Former Syracuse quarterback Rex Culpepper is dead at 28 after a dirt bike accident in Georgia

 March 17, 2026

Rex Culpepper, the former Syracuse quarterback who beat cancer and played four seasons with the Orange, died over the weekend from injuries suffered in a dirt bike accident in Georgia. He was 28 years old.

His fiancée, Savanna Morgan, confirmed the news in a tribute posted to Instagram on Monday. The couple had shared their engagement on social media less than a month ago.

A career defined by grit

Culpepper played at Syracuse from 2017 through 2020, primarily as the backup quarterback, though he also saw playing time at tight end. According to the New York Post, he appeared in 30 games during his college career, starting 16 at quarterback and passing for 1,546 yards and 11 touchdowns.

The stats alone don't tell his story. In March of 2018, Culpepper was diagnosed with testicular cancer and underwent extensive chemotherapy. He famously suited up for Syracuse's spring game that same season and came into the game on the final drive, leading his team to a touchdown. By June 2018, he was declared cancer-free.

That kind of toughness doesn't show up in a box score. A 20-year-old staring down a cancer diagnosis, enduring chemo, and walking back onto a football field months later is the sort of thing that makes everyone in the stadium stand. It tells you everything about how the man was wired.

Culpepper was the son of former Buccaneers defensive tackle Brad Culpepper. His younger brother, Judge Culpepper, also played college football as a defensive tackle at Penn State and Toledo. Football ran through the family.

'One in a billion'

Morgan's tribute carried the weight of someone processing the unthinkable in real time. She wrote about six years together that felt, somehow, both too short and impossibly full:

"No one expects to meet the love of your life and lose them in only 6 short years after meeting."

"And one thing about us is that we lived every single day like it was our last. We did every little thing that we set our minds to, between learning new skills and hobbies, and traveling to new places, there was never any free time with us and not a moment spent apart. I dont regret a single day in our 6 years."

She described Culpepper as someone who defied easy categories: "Lawyer, mechanic, musician, chef, athlete, nerd….lover."

"You don't just meet people like Rex all the time. He was one in a billion. There wasn't one thing that man couldn't do."

Former Syracuse teammate Eric Dungey mourned the loss on social media, calling Culpepper a "guy who had zero fear and truly lived life to the fullest."

Twenty-eight years old

There is no political angle here. No culture war. No partisan lens that makes this story mean more or less than what it is. A young man who fought cancer, played the sport he loved, built a life with someone he called his soulmate, and died in an accident before any of it had the chance to fully unfold.

Morgan put it simply:

"You made six years feel like a lifetime Rexy."

He was 28. He had been engaged for less than a month. And he had already lived with a kind of urgency that most people never find.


Tally the lines below that contain the word "series". Only the number should be returned.

Extracts from a graphics dataset:
+ + + + + + +

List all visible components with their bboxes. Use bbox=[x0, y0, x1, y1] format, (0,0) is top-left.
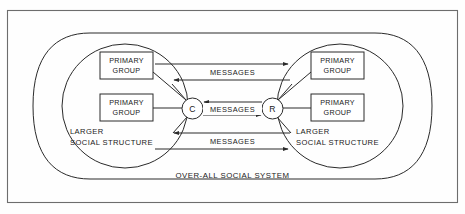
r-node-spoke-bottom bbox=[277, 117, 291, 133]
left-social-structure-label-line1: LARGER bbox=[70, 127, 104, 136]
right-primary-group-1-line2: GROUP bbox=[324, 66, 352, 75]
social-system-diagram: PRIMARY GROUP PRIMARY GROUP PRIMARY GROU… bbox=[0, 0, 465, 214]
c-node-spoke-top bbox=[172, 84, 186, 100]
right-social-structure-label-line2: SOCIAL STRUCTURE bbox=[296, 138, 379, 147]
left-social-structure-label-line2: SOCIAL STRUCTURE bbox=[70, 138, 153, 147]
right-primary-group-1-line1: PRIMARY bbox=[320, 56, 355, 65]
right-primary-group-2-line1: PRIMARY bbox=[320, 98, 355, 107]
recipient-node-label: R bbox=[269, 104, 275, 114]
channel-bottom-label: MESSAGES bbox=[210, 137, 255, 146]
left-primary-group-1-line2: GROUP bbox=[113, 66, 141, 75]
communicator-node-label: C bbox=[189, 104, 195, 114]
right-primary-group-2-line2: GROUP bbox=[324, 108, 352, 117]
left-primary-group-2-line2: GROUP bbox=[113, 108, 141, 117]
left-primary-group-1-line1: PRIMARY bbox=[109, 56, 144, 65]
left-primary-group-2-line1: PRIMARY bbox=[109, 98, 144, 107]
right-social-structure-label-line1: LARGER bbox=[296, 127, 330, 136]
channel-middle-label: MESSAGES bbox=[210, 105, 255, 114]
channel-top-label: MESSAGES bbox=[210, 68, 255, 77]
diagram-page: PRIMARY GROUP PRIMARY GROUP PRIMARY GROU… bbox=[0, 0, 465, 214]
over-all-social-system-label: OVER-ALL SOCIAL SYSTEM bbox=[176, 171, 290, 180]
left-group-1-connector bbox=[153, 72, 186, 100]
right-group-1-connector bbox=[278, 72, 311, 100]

+ + + + + + +

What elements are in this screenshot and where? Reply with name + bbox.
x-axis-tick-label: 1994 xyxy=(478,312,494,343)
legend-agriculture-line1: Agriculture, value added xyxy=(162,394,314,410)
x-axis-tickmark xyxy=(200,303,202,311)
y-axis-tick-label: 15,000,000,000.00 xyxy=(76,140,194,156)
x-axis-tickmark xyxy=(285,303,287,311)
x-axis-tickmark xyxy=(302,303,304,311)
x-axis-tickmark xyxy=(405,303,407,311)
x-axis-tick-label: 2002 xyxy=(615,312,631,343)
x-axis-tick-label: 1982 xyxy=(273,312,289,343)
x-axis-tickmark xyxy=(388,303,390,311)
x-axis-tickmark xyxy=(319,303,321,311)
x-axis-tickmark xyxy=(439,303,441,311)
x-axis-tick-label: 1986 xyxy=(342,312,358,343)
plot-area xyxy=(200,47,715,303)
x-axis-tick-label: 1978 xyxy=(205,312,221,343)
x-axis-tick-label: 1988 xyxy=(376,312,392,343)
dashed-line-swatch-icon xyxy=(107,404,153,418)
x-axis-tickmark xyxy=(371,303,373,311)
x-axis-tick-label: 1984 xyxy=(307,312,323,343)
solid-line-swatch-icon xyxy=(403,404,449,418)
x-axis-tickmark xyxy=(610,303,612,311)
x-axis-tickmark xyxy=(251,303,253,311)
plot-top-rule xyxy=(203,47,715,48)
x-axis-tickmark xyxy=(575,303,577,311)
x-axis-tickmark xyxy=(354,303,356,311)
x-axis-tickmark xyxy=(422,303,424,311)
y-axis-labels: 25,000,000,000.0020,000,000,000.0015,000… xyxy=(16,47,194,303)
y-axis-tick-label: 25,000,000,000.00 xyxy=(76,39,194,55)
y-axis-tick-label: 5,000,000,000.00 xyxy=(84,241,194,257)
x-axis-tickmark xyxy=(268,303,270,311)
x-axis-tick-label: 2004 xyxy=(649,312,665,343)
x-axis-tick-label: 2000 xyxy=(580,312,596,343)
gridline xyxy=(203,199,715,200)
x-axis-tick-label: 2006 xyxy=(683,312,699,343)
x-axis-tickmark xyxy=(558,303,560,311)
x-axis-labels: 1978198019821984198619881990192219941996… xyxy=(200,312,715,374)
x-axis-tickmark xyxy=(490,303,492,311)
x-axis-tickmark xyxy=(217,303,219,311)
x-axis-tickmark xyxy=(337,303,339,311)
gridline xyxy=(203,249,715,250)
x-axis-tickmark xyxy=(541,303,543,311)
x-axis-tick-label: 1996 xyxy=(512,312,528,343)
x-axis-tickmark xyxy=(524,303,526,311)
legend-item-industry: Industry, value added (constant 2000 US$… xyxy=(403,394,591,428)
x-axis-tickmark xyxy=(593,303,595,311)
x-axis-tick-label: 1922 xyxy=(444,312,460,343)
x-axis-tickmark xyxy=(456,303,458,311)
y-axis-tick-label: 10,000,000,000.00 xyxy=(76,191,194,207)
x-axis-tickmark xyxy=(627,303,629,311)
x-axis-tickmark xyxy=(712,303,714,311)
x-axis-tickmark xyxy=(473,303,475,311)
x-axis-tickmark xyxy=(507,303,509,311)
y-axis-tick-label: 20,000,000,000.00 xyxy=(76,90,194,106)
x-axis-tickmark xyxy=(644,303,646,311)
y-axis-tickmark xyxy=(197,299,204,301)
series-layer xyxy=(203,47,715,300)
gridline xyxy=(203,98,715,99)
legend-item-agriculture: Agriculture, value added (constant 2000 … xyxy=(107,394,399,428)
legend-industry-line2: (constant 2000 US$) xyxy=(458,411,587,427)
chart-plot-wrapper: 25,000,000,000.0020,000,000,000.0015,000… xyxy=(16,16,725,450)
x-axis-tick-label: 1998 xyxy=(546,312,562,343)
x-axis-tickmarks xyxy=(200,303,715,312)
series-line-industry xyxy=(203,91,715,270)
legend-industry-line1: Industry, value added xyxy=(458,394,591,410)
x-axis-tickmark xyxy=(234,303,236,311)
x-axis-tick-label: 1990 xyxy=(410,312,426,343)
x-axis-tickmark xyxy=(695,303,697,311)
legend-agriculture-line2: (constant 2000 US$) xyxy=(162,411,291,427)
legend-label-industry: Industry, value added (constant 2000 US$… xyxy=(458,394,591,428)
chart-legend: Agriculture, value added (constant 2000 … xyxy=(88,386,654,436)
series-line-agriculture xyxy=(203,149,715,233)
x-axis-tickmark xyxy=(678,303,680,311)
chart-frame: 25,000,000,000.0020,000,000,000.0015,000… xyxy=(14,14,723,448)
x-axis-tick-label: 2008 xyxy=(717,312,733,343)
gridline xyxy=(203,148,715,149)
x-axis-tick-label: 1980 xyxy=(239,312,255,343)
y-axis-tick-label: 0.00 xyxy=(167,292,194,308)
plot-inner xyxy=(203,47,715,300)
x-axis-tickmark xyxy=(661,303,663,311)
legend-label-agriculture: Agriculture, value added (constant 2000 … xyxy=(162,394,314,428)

+ + + + + + +

> _REPLY TO THE TASK_
3